Abstract

The design of contrast agents (CAs) with high magnetic relaxivities is a key issue in the field of magnetic resonance imaging (MRI). The traditional strategy employed is aimed at optimizing the structural design of the magnetic atoms in the CA. However, it is difficult to obtain an agent with magnetic relaxivity over 100 mM−1 s−1 using this approach. In this work, we demonstrate that modulation of the localized superacid microenvironment of certain CAs (Gd3+ loaded polyethylene glycol modified graphene oxide quantum dots or ‘GPG’ for short) can effectively enhance the longitudinal magnetic relaxivities (r1) by accelerating proton exchange. r1 values of a series of GPGs are significantly increased by 20–30 folds compared to commercially available CAs over a wide range of static magnetic field strengths (e.g. 210.9 mM−1 s−1vs. 12.3 mM−1 s−1 at 114 μT, 127.0 mM−1 s−1vs. 4.9 mM−1 s−1 at 7.0 T). GPG aided MRI images is then acquired both in vitro and in vivo with low biotoxicities. Furthermore, folic-acid-modified GPG is demonstrated suitable for MRI-fluorescence dual-modal tumor targeting imaging in animals with more than 98.3% specific cellular uptake rate.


#### Task to carry out:
Copy each line of the entries below that contains the string "chart".
--- START ---
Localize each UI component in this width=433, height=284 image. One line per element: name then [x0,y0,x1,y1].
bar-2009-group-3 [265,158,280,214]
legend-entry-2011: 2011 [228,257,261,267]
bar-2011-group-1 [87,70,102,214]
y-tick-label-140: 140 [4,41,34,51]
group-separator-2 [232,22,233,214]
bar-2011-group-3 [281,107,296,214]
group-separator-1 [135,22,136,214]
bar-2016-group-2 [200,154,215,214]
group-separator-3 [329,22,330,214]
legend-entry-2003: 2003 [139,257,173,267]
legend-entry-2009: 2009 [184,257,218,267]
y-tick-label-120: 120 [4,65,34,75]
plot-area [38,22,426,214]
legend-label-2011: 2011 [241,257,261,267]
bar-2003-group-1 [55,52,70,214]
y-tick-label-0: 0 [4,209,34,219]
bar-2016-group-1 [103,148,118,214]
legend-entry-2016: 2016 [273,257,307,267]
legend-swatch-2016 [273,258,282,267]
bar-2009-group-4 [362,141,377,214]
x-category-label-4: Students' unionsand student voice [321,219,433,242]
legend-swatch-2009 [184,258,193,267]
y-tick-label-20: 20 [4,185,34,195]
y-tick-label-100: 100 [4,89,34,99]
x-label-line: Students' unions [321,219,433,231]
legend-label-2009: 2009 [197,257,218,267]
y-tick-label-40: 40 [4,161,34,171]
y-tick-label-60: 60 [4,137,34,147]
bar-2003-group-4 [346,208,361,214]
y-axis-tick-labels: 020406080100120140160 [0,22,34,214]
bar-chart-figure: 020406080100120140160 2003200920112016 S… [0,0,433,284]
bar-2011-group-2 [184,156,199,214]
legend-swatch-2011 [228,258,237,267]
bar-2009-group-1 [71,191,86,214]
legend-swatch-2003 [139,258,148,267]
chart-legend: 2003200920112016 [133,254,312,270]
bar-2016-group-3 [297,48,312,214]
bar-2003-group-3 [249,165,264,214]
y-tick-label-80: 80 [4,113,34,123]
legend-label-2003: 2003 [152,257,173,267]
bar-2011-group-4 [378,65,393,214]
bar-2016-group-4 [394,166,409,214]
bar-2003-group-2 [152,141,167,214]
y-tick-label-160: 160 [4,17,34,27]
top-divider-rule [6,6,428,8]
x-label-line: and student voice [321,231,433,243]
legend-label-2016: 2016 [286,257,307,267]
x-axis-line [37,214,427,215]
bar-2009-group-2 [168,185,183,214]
--- END ---
#### Answer:
bar-chart-figure: 020406080100120140160 2003200920112016 S… [0,0,433,284]
chart-legend: 2003200920112016 [133,254,312,270]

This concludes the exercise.